Abstract

In the early stages of vestibular compensation (VC) (the behavioural recovery that follows unilateral vestibular deafferentation), neurons in the medial vestibular nucleus (MVN) on the lesioned side develop a sustained up-regulation of their intrinsic excitability. This plasticity is dependent on the activation of glucocorticoid receptors, which presumably occurs during the acute stress response that accompanies the vestibular deafferentation symptoms. Recent studies have established that the access of glucocorticoids to their intracellular receptors in brain is potently modulated by 11β-hydroxysteroid dehydrogenase type 1 (11β-HSD1), which catalyses the generation of active glucocorticoids from their inert 11-keto forms. In this study, we investigated the presence of 11β-HSD1 bioactivity, and possible changes in activity in the early stage after vestibular deafferentation, in the cerebellar nodulus and uvula, the flocculus/paraflocculus (F/PF) complex and the MVN of the rat. 11β-HSD1 activity was found in each of these brain areas, with especially high levels of activity in the F/PF complex.

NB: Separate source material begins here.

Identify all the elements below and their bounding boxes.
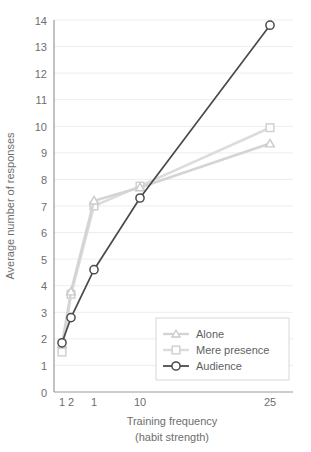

No differences were found in the level of 11β-HSD1 activity in these brain areas between control rats, sham-operated rats and rats that underwent VC for 4 h after unilateral vestibular deafferentation. These findings demonstrate 11β-HSD1 bioactivity in the MVN and vestibulocerebellum, but exclude the possibility that changes in 11β-HSD1 activity occur in the early period after deafferentation, over the time when changes in MVN neuronal properties take place.